Saint Alexander Briant, SJ

Born : 1556
Died : Dec 1, 1581
Beatified : Dec 9, 1886
Canonised : Oct 25, 1970

by; or by Matthaus Greuter (Greuther); Paul Maupin (Maupain),print,published 1608

Alexander Briant was born in Somerset, England. He studied at Hart Hall, Oxford, where one of his teachers was Robert Persons who later became a Jesuit. As Alexander did not find the new religion of Elizabeth I to his liking, he crossed the Channel in August 1577 to study at the English College in Douai where he was reconciled to the Catholic Church. He studied theology and was ordained a Diocesan priest in 1578.

He returned to England in 1579 and took up his ministry in his native homeland but his apostolate lasted for less than two years before he was arrested by priest-hunters by accident when he was visiting Fr Robert Persons who the priest-hunters were tracking down. The two priests had great esteem for each other and Fr Briant also succeeded in bringing Fr Persons’ father back into the Church.
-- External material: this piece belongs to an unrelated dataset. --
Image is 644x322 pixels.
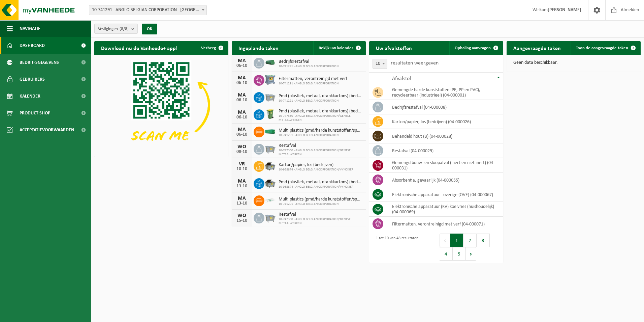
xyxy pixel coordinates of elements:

As Fr Briant refused to divulge any information on Fr Persons, he was transferred to the Tower for interrogation and severe torture on the rack but he did not break under torture. Fr Briant wrote to the English Jesuits about his torture saying that he kept his mind so firmly set on Christ’s Passion that he felt no pain during the torture, only after it was over. He was also determined to enter the Jesuits if he were released from prison but as he doubted that he would be released, he asked to be accepted into the Society which the Jesuits did upon receipt of his letter.

On Nov 21, 1581, the day after Fr Edmund Campion had been tried, Fr Briant and six other priests were tried at Westminster Hall. He entered the Hall holding a small wooden cross that he had made and kept looking at it during the trial. When a Protestant minister standing next to him snatched it from his hands, Fr Briant said: “You can tear it from my hands, but you cannot tear it from my heart. I shall die for him, who first died for me.” He was charged with having taken an oath against the queen’s life while at Rome and at Rheims, though he had never been in Rome or in Rheims when the alleged oath was supposed to have taken place. Nevetheless, he was found guilty of the charge and condemned to die as a traitor.

Fr Briant was dragged through the muddy streets of London to Tyburn together with Fr Campion, SJ and Fr Ralph Sherwin, a diocesan priest. When his turn came, Fr Briant courageously mounted the cart beneath the gallows, made a public profession of his Catholic faith, and expressed joy that God had chosen him to die in the company of the other two martyrs. He was hanged but was cut down while still alive so that he could also suffer disembowelment. He was then beheaded and his body quartered. Fr Briant was only twenty-five years old when he suffered martyrdom for his religion. He was the third Jesuit martyr to die at Tyburn on Dec 1, 1581.